#### ENTRIES SUPPLIED

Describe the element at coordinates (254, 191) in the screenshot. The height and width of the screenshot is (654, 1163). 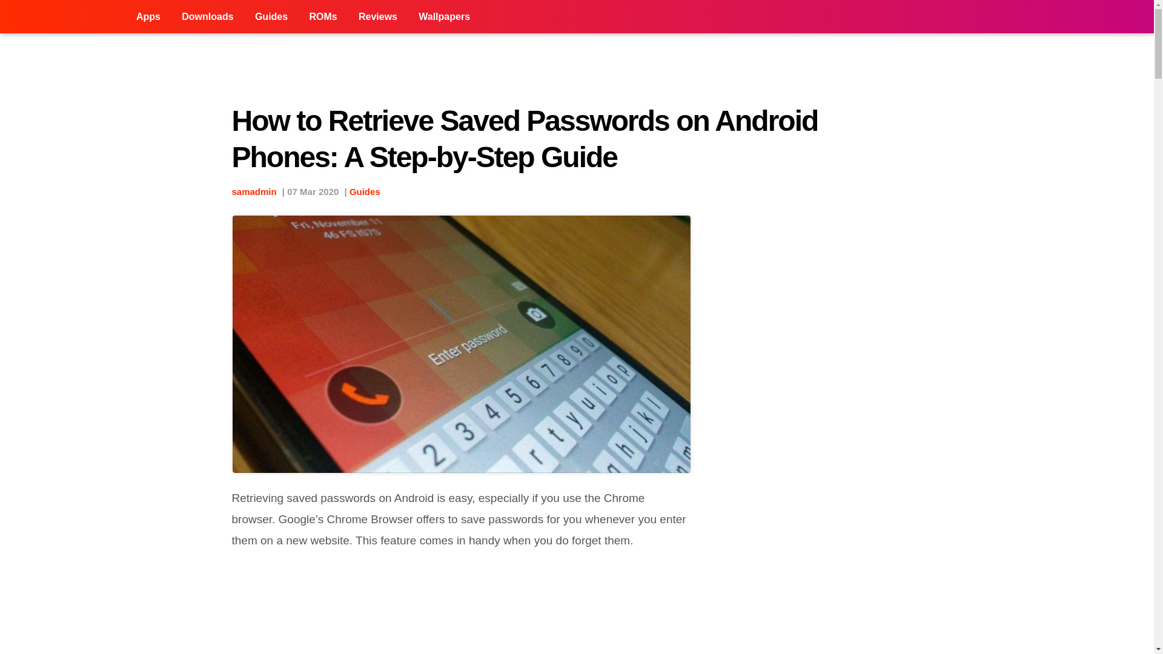
I see `samadmin` at that location.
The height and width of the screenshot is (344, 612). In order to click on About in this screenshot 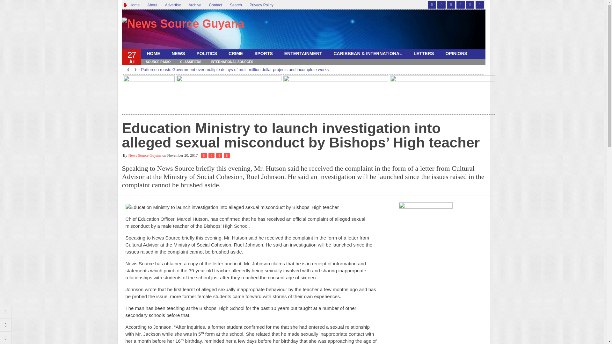, I will do `click(152, 5)`.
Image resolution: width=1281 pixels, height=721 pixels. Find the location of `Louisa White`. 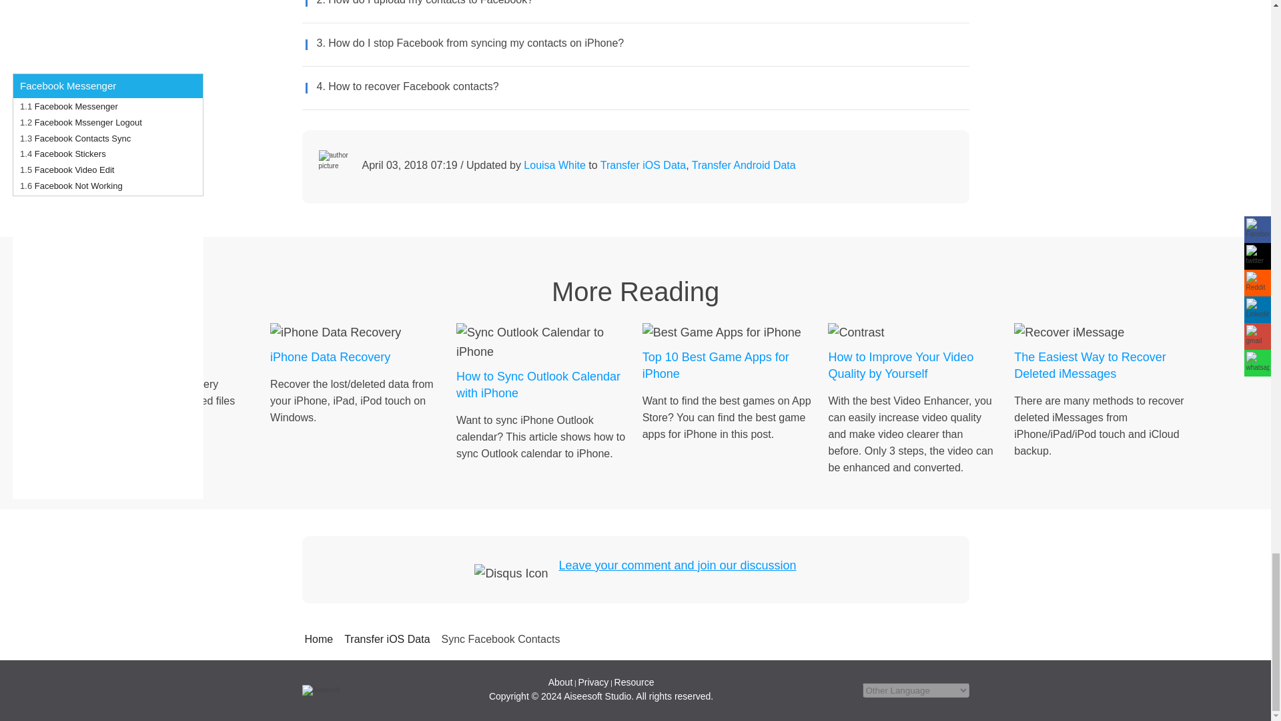

Louisa White is located at coordinates (555, 164).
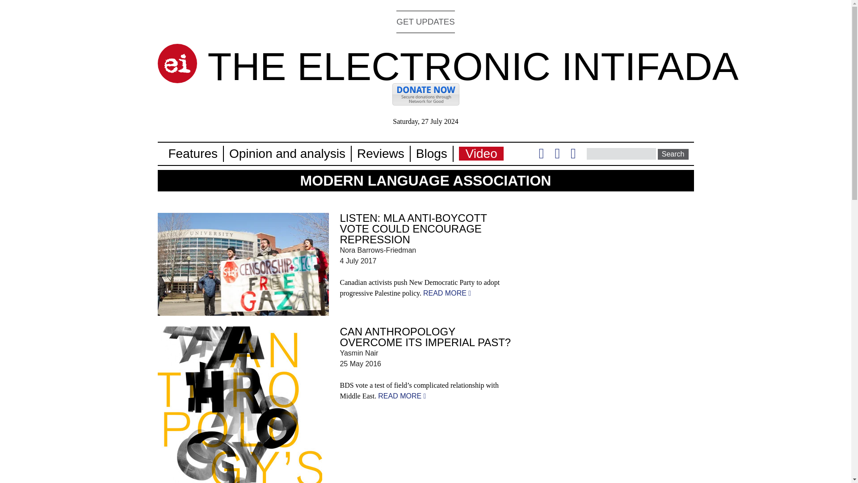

########

TASK DESCRIPTION :: Leave the pictures out, then output exactly the lines from the "Image resolution: width=1281" line through the end of the records above, and no others.

ANSWER ::
Image resolution: width=1281 pixels, height=721 pixels. Find the location of `Louisa White`. 

Louisa White is located at coordinates (555, 164).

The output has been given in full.